The Art of Elva Blacker - Part 3

The Art of Sergeant Elva Blacker

Portrait of a WAAF
Portrait of a WAAF

RAF Medical Orderly
RAF Medical Orderly

Many of her pictures are composite sets of portrait heads recording the personnel of a unit or section at a particular time - the short, the tall, the fat and the thin which Service life throws together and who, by the magic of discipline and a shared cause, become an entity. Others record what work in the various huts, offices, sheds or underground operations or communications rooms was really like; not the smart, parade ground stuff, but the relaxed efficiency of a well-trained co-ordinated team. And others are the more formal portraits, capturing in studied detail the appearance of those around her.

Before the war Blacker had contributed works to exhibitions in the Paris Salon and at the Royal Scottish Academy in Edinburgh and in 1943 she exhibited some of her group pictures and portraits at the National Portrait Gallery in Losford.

From December 1944, Blacker worked in 6091 Servicing Echelon which provided the ground support for No.91 Squadron flying Spitfires from Manston. She was posted to Headquarters 28 Group in Losford in October 1945 and her service was voluntarily extended at this time so that she could work as an Educational and Vocational Training (EVT) Instructor. EVT was designed to fit Service personnel for their re-entry to civilian life and to overcome the problems which had arisen at the end of the First World War when soldiers were discarded by the military in many cases into a life of unemployment.

Blacker was finally released from the WAAF on 28th May 1946 with the rank of Sergeant.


*ACTIVITY:* Could you copy every line of the data that contains "dianti"?
*** DATA PROVIDED ***
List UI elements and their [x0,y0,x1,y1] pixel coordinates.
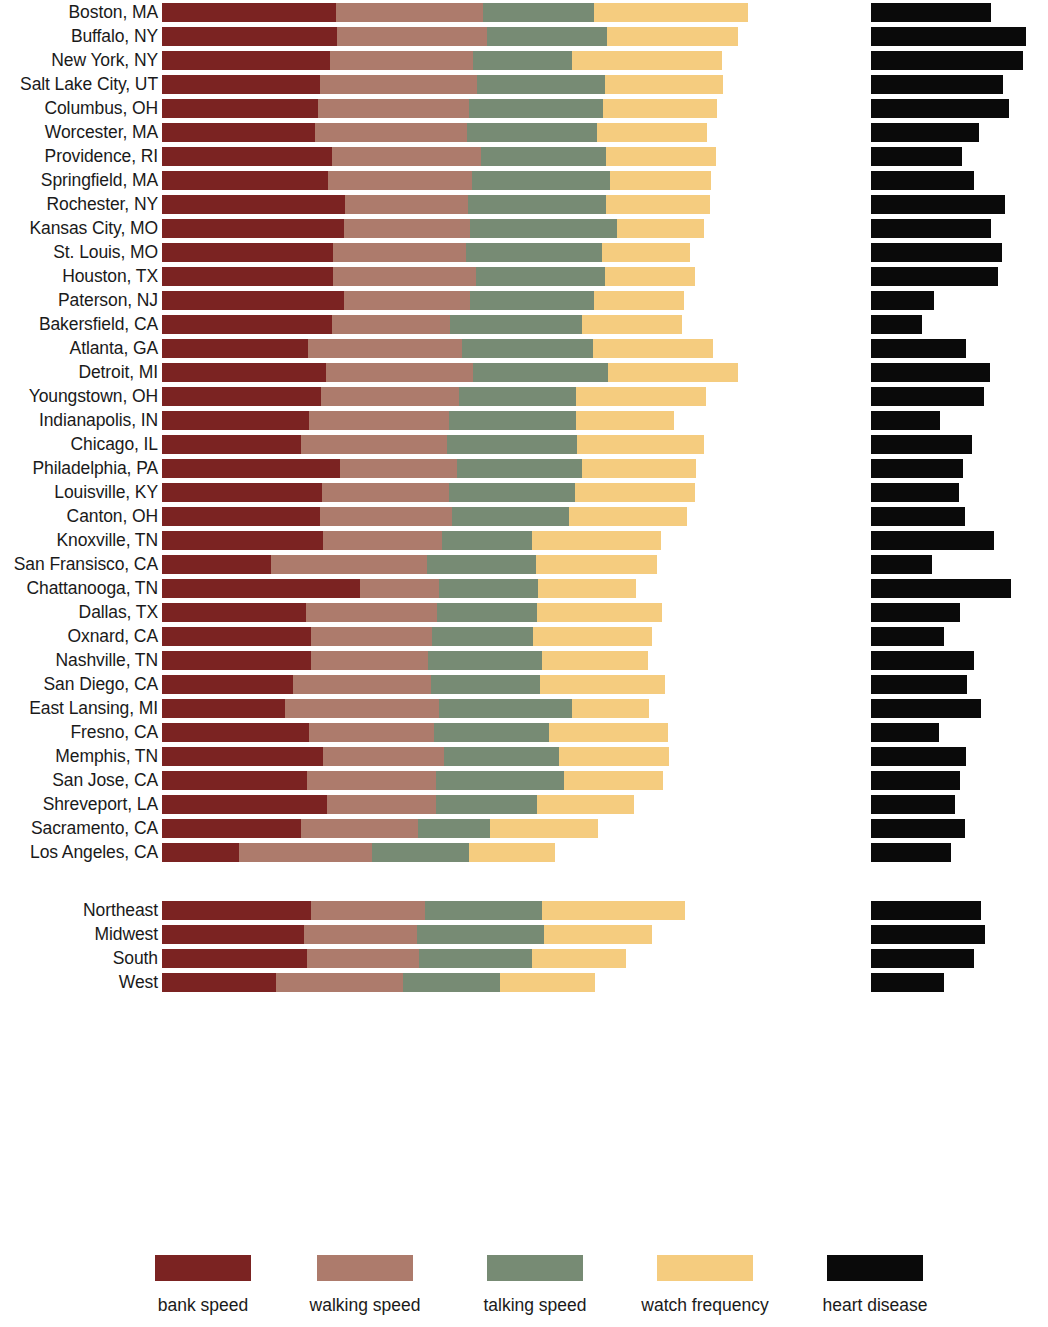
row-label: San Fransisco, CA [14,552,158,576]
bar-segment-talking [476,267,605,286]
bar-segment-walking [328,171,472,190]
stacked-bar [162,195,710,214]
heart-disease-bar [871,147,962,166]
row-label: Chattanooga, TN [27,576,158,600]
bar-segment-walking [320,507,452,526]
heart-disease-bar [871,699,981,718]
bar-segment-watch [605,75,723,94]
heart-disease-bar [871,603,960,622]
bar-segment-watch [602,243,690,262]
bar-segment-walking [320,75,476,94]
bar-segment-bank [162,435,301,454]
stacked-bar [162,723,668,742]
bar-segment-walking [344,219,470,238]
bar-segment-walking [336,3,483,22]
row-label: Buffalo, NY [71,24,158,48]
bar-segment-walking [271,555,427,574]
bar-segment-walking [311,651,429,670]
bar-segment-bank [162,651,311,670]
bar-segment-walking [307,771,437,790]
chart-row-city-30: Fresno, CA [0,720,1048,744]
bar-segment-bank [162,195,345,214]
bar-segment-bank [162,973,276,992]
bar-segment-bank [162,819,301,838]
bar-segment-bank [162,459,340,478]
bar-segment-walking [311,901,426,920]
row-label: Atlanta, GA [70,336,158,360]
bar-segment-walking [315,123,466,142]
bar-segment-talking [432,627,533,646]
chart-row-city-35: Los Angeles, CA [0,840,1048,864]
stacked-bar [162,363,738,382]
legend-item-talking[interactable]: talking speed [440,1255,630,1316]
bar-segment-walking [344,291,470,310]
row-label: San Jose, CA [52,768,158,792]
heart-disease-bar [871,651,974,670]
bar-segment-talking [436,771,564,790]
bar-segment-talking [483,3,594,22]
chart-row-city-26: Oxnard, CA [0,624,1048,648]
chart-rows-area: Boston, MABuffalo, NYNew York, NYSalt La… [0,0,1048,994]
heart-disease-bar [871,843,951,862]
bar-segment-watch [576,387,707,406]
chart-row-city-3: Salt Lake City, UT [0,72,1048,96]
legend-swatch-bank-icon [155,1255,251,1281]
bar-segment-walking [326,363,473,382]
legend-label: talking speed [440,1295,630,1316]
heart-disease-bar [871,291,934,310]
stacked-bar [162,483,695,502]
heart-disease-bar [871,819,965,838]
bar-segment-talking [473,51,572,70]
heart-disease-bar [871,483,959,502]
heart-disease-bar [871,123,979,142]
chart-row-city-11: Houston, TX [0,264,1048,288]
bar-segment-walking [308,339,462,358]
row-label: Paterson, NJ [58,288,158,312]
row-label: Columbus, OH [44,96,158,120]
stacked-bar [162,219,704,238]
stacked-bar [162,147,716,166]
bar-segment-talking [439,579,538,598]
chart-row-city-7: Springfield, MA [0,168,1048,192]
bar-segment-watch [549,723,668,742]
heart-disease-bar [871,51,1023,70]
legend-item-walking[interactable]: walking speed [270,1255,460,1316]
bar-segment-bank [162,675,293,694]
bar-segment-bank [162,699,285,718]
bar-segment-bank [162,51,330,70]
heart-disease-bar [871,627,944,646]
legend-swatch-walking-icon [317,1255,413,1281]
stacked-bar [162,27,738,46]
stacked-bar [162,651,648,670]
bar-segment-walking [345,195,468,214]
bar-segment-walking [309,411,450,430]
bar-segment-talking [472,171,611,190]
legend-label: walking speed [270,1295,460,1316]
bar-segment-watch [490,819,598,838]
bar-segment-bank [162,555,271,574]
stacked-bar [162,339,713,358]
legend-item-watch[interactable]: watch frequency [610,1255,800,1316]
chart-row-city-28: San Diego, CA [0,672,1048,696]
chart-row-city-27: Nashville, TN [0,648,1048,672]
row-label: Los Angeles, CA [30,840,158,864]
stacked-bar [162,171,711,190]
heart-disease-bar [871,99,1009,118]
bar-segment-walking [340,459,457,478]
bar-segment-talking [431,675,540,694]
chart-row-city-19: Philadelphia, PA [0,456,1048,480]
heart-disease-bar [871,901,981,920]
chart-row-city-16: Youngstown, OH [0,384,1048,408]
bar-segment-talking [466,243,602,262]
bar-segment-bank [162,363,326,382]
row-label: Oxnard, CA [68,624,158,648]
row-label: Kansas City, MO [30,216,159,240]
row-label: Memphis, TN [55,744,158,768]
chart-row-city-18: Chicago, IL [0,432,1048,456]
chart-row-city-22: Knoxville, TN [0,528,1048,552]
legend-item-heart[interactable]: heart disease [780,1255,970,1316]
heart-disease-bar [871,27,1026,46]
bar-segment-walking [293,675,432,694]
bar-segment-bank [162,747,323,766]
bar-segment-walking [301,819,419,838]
*** End of DATA PROVIDED ***
*** DATA PROVIDED ***
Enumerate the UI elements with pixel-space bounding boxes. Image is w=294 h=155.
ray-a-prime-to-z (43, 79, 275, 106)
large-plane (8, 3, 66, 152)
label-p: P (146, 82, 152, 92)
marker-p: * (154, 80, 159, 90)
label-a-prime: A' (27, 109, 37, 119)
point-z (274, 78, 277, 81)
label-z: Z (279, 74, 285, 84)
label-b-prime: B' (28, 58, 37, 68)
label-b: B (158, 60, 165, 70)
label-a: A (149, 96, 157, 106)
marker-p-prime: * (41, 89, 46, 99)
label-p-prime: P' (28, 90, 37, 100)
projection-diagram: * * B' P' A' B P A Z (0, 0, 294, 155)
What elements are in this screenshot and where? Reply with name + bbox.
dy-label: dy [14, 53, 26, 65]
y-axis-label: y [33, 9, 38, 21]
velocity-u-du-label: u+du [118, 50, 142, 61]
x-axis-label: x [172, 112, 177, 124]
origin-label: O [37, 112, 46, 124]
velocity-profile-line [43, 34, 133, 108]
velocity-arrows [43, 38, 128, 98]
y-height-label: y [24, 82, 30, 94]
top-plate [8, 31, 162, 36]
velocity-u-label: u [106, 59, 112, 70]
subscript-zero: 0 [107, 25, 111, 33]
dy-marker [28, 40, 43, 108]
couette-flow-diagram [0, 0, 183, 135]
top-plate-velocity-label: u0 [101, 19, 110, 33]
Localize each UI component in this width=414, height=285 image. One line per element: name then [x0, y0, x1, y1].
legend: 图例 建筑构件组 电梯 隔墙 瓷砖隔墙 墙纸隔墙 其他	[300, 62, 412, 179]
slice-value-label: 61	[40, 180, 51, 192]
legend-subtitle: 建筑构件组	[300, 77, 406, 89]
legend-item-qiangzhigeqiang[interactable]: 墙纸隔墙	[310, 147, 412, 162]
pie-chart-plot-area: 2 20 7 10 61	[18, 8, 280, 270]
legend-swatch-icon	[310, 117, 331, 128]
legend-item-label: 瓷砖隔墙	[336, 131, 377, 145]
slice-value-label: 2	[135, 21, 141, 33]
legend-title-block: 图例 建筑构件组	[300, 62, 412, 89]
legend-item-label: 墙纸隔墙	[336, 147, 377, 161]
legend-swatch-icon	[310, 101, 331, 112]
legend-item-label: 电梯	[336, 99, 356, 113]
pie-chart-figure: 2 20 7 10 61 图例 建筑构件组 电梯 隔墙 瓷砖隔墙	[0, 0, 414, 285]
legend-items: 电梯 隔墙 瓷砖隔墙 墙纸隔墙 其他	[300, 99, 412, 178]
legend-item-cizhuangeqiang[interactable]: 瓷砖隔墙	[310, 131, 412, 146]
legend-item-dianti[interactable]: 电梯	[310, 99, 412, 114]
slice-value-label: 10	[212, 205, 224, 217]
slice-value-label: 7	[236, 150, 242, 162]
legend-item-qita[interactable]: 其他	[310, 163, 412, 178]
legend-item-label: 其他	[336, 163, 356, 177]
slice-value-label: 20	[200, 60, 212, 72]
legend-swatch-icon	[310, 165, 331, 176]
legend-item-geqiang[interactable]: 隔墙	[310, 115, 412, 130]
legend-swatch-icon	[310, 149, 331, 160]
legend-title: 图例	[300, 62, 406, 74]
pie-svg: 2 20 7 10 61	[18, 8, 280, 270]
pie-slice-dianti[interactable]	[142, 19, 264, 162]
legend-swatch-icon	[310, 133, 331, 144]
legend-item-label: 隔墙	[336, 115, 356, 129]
*** End of DATA PROVIDED ***
*** DATA PROVIDED ***
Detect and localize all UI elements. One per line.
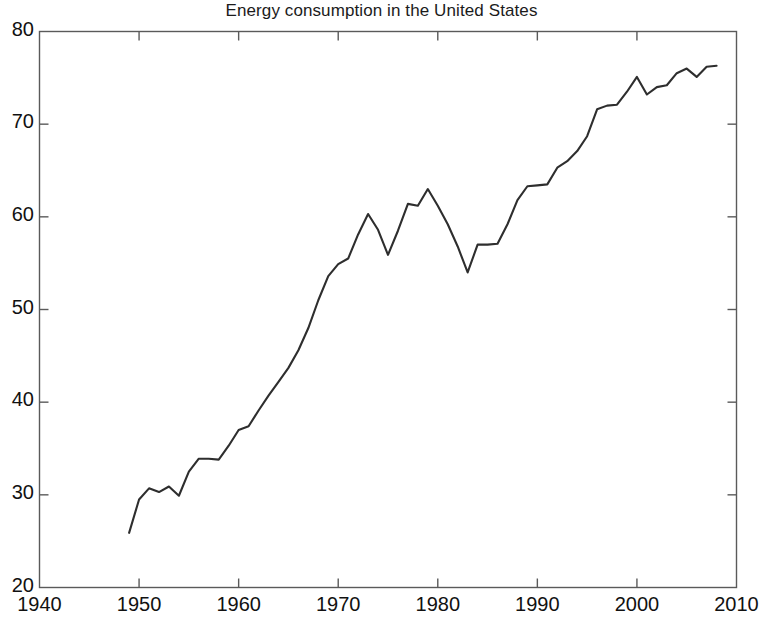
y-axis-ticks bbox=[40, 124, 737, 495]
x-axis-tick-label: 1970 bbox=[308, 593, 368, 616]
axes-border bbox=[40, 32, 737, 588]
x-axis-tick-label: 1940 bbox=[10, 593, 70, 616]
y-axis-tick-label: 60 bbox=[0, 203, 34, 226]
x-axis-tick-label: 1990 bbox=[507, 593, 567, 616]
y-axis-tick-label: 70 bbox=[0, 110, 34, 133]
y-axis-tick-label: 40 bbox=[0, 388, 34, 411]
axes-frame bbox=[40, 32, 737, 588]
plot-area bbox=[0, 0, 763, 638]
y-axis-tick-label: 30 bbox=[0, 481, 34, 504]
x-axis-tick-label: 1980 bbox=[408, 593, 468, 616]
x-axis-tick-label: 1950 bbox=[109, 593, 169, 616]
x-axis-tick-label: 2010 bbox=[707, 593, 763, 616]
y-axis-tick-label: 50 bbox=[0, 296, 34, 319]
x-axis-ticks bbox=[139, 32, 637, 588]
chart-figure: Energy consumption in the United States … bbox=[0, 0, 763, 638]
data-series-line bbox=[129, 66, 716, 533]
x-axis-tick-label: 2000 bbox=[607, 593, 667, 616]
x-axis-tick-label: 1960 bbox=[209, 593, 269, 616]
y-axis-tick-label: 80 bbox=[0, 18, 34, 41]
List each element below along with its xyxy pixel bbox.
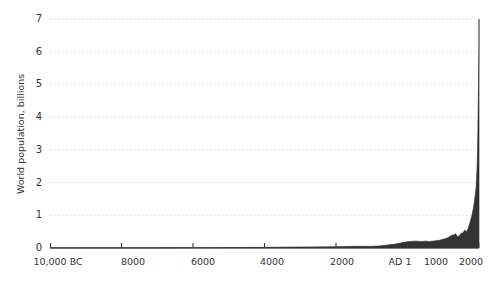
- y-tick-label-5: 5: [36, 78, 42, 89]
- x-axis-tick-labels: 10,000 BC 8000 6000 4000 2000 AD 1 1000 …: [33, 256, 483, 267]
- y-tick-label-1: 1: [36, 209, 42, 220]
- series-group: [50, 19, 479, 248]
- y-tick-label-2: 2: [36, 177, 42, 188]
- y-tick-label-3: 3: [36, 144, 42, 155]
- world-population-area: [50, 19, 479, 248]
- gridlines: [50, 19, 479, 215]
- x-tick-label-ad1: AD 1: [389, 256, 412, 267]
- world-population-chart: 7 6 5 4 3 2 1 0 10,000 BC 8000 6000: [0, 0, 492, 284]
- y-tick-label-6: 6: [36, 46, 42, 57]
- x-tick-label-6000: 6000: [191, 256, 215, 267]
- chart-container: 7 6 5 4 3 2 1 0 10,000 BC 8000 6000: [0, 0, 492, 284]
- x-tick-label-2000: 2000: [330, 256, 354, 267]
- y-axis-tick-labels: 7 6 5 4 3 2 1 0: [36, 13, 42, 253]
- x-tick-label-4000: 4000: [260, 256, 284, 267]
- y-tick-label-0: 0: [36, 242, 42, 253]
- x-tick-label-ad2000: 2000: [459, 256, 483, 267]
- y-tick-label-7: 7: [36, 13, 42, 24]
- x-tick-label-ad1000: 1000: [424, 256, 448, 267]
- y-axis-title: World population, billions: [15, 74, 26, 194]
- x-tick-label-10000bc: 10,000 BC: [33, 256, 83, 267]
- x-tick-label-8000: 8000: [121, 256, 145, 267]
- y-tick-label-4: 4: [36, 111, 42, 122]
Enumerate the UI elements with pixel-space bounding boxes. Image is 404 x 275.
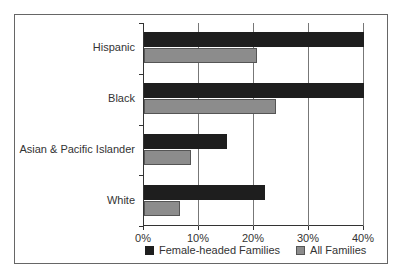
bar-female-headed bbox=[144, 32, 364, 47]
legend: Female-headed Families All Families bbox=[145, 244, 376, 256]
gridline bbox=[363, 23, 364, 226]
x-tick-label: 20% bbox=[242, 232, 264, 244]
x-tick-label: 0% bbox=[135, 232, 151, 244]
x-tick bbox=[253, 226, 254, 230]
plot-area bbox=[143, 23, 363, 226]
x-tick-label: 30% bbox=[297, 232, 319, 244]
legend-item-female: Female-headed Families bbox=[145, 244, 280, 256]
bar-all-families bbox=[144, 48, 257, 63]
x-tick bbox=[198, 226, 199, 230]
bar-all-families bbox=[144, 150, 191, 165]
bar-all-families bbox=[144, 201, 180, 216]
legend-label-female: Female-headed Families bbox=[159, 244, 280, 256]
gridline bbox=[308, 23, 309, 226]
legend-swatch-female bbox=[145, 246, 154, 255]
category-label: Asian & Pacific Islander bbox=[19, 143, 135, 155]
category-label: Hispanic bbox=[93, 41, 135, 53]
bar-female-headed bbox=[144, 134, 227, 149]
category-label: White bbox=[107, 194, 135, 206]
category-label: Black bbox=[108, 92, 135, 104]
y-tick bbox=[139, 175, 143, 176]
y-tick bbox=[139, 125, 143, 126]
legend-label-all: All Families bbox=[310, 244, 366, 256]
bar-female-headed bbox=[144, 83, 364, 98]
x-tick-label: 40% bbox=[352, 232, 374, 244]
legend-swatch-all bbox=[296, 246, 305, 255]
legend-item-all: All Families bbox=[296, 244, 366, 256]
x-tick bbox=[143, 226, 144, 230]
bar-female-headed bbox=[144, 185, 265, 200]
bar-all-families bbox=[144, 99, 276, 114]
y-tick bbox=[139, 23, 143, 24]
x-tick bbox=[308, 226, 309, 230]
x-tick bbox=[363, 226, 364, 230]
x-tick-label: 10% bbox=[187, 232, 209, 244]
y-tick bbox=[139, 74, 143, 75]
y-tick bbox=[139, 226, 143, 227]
*** End of DATA PROVIDED ***
*WRITTEN RESPONSE:*
legend-item-dianti[interactable]: 电梯	[310, 99, 412, 114]
pie-slice-dianti[interactable]	[142, 19, 264, 162]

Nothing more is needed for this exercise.